Sunday, June 7, 2020

Holy Trinity Homily June 7, 2020

HOMILY NOTES
FR. TERRY RYAN, CSP
MOST HOLY TRINITY SUNDAY
JUNE 7, 2020
JOHN 20: 19-23, EXODUS 34: 4B-6, 8-9, COR.2,13: 11-13

Welcome to all you out there in Zoom land who are connecting to this mass on cyberspace.  The idea of you out there and us here in the monastery reminds me of the image of God I received growing up in the Bronx at my Catholic Church.  I understood God to be somewhere else, in heaven or the sky, and prayer/worship was to connect God to me, much like cyberspace connects you to me now.  But God was not always with me in any intimate ongoing way.  And if I was a really bad person, mortal sin, then God would leave me until I went to confession.  So the relationship was touch and go.  

In the Book of Exodus, God in fact does come down to Moses from the sky, which corresponds to my childhood idea of God.  But then something new happens.  Now Moses is a good guy so it fits that God would stand next to Moses.  What happens next surprised my young faith.  Moses says the people are stiff-necked and wicked.  He asks God to pardon them, which does not make them any less stiff-necked.  Then would God be in our company and make us his own? Yes. Though the people are still imperfect, God forgives and abides with them intimately.  

Why?  Because God is Triune, that is, God is always relational.  That is what the Trinity signifies for me.  God is always in relationship of love and intimacy even before the Big Bang or Genesis.  God is Three in One.  God wants to be with the people, with each of not, not because we are perfect, worthy, or earned anything.  God is Love, the verb, that does not wait for us to be worthy.  Love loves.  One way this shows is in the
Gospel when it says that God “gives” the Son.  God gives God’s very self in self-emptying without waiting for our permission.  Love is self-giving.

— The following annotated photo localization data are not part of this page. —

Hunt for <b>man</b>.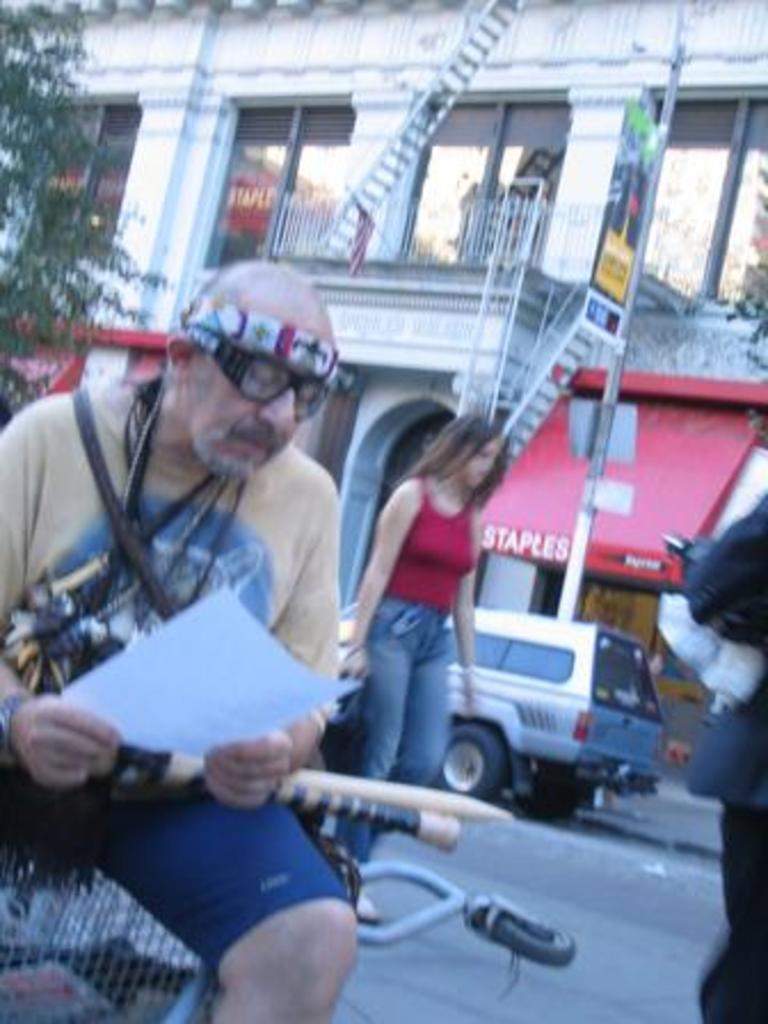
Hunted down at bbox=(21, 238, 423, 967).
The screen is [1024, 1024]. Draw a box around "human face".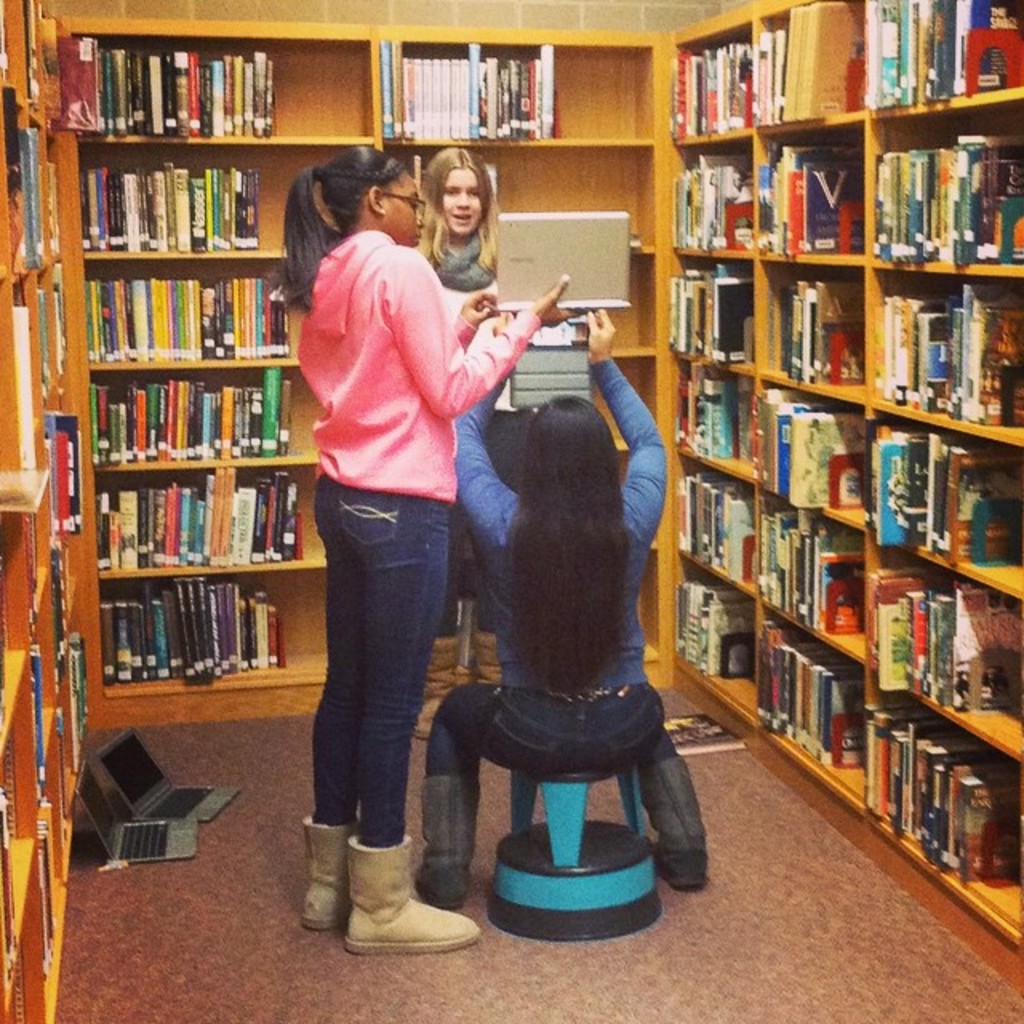
select_region(438, 170, 486, 237).
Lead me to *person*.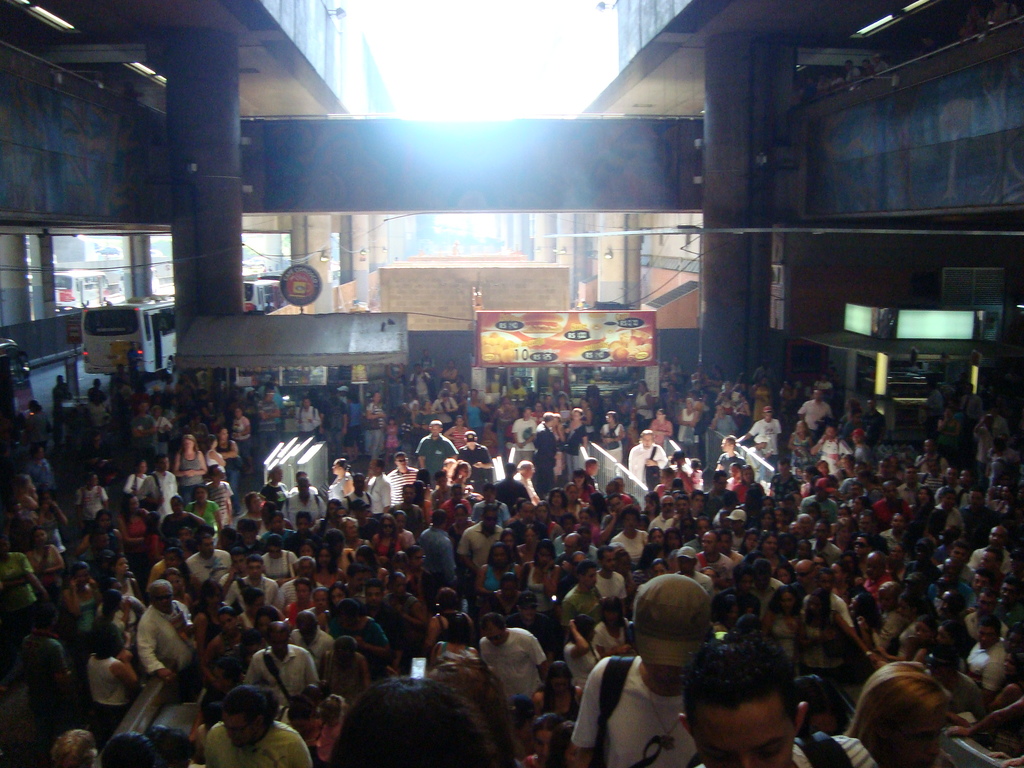
Lead to (left=97, top=583, right=132, bottom=625).
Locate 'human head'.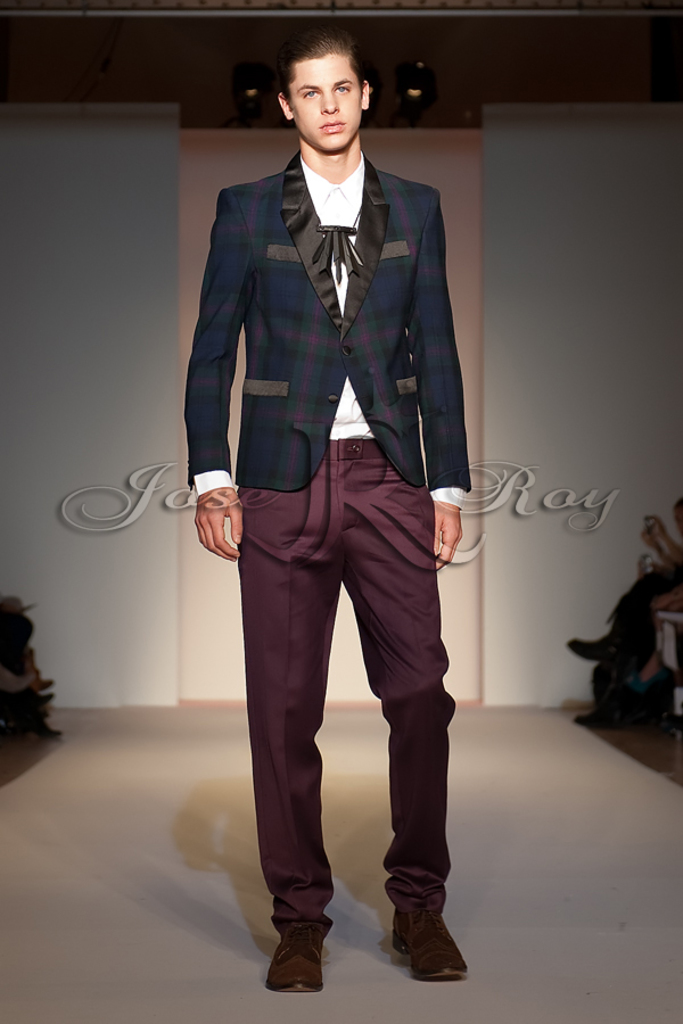
Bounding box: BBox(281, 28, 375, 159).
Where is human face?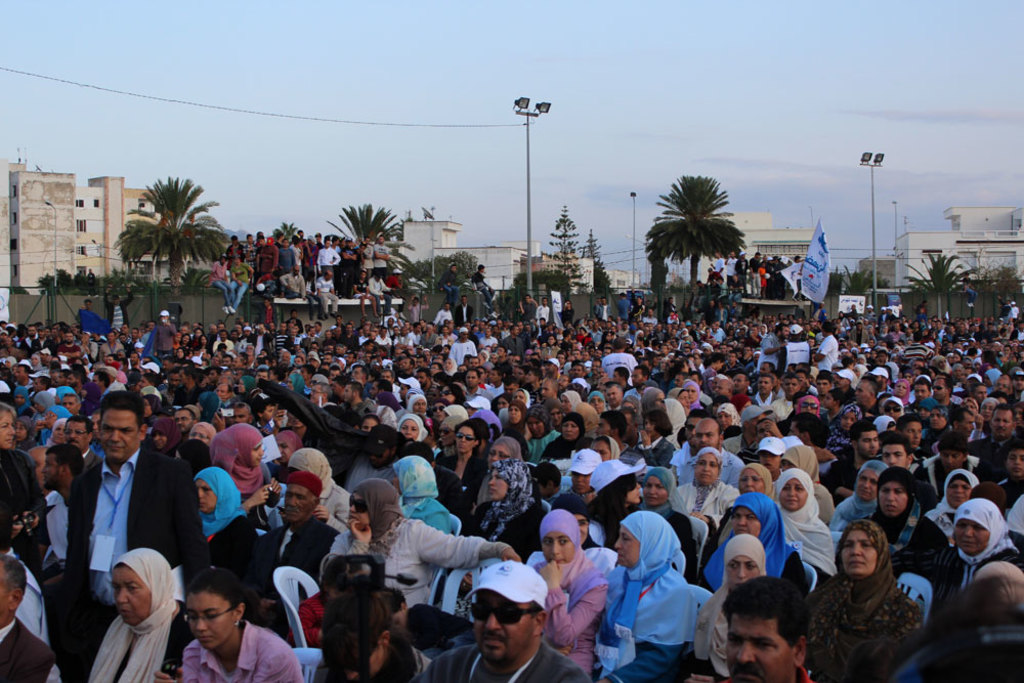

The Gospel says that if we believe we will not be condemned.  But belief is not in a creed, but in following Jesus who spent little time asking for his disciples to believe that he was Divine, the Second Person in the Trinity.  No.  Jesus said, “Come, follow me.”  That is do what I do and say.  One can believe in a creed, but still be racist, judging others on skin color, ethnicity, language, or economic status.  One can believe in a creed but be a neoliberal, saying leave me alone to make all the money I can and the heck with how it affects others.  None of this makes one a Christian.  Paul, in the second reading from Corinthians says we should live in peace, and be agreeable to one another.  Greet one another with a holy kiss, socially distant now.  This is the faith Paul is talking about.  

Jesus on the cross did not long to return to how things used to be before he was crucified, as many of us long to return to the way things used to be before Covid-19.  Jesus did not whine and complain on the cross, though he certainly was socially distant from others.  He is part of this loving Trinity.  He forgave people.  What is our attitude in our socially distant mode?  Complaining?  Why not reach out to others through letters in the mail or phone calls.  Be self-emptying.  We have the gift of the Spirit from our Baptism.  We have the spiritual DNA to live like the Triune God, not trying to get back to a past but becoming open to the eternal life offered to us by the Triune God of Love and Intimacy.  Use the time we have now in this pandemic to work on changing our lives for the better, so that we can be more open and accepting of one another in all our multiple differences and uniqueness.  We are all God’s Children.